National Museum of American History, “A More Perfect Union: Japanese Americans and the U.S. Constitution:” http://americanhistory.si.edu/perfectunion/experience/index.html
This exhibition is divided into six subthemes: immigration, removal, internment, loyalty, service, and justice. Together they chronicle the Japanese experience in America from their arrival in the late nineteenth century to the U.S. Government’s formal apology for internment in 1988. A database of additional documents and objects are also available through a keyword searchable database, while the resource section offers lesson plans, a bibliography, and additional web links on the subject.
Japanese American National Museum, Smithsonian Institution affiliate:
http://www.janm.org and Smithsonian Institution, “Letters from the Japanese American Internment”: http://www.smithsonianeducation.org/educators/lesson_plans/
japanese_internment/index.html
Since its inception in 1985, the Japanese American National Museum has chronicled more than 130 years of Japanese American history—from the first Issei generation through the World War II incarceration to the present-day. In 1999, the National Museum established the Manabi and Sumi Hirasaki National Resource Center (HNRC) to ensure that the story of Japanese Americans remains accessible to everyone. The museum’s website includes several online exhibitions. Of particular interest is the online exhibition, “Dear Miss Breed: Letters from Camp” (which appears on page six of “past exhibitions” found under “exhibitions”). Clara Estelle Breed was the children’s librarian at the San Diego Public Library from 1929 to 1945. As the U.S. entered World War II, some of the children with whom she worked were removed from their homes and placed in internment camps. This online exhibition is based on the postcards she received, and includes children’s descriptions of departure for camp, life in camp, and returning home. These are complemented by collections of audio-taped oral histories by camp survivors and a small collection of home movies from the 1940s reconfigured as Quicktime videos. Additional letters and lesson plan ideas adapted for younger learners appear in the companion website by the Smithsonian Institution, “Letters from the Japanese American Internment” (website listed above).

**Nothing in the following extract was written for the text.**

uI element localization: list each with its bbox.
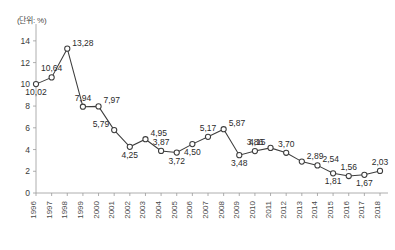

Japanese American Relocation Digital Archives: http://www.calisphere.universityofcalifornia.edu/jarda/
The Japanese American Relocation Digital Archives (JARDA) is part of Calisphere, the University of California’s free public gateway to a world of primary sources. JARDA contains thousands of Japanese American internment primary source materials including: personal diaries, letters, photographs, and drawings. It also includes U.S. War Relocation Authority materials, such as camp newsletters, final reports, photographs, and other documents relating to the day-to-day administration of the camps, and personal histories documenting the lives of the people who lived in the camps as well as the administrators who created and worked in the camp. These materials are divided into four themes: people, places, daily life, and personal experiences, each of which includes questions to consider, a brief historical overview, recommended browsing terms, and a database of images and documents. An additional section includes three lesson plans (geared for elementary, middle, and high school respectively).
A Catalogue of Political Cartoons by Dr. Seuss: http://orpheus.ucsd.edu/speccoll/dspolitic/
Most people know Dr. Seuss for his children’s books. Fewer people are aware that Theodor Seuss Geisel (AKA Dr. Seuss) was the chief editorial cartoonist for the New York newspaper PM (1940-48). This website includes more than 400 of Dr. Seuss’s cartoons from this period. Original drawings from the collection displayed here are housed at the Mandeville Special Collections Library at the University of California, San Diego. Some 200 of these images were included in Richard H. Minear’s Dr. Seuss Goes to War (The New Press, 1999). The website is searchable by year, person, region, issue, and battle.
Library of Congress, “Ansel Adam’s Photographs of Japanese-American Internment at Manzanar:” http://lcweb2.loc.gov/ammem/collections/anseladams/aamsp.html
In 1943, Ansel Adams documented the Manzanar War Relocation Center in California and the Japanese Americans interned there during World War II. Adams’s Manzanar work, which he gifted to the Library of Congress in 1965, is a departure from his signature landscape photography. While many images in the collection are portraits, Adams photographed Manzanar’s daily life, agricultural scenes, and sports and leisure. This online collection also includes digital images of the first edition of Born Free and Equal, the book Adams based on his work at Manzanar.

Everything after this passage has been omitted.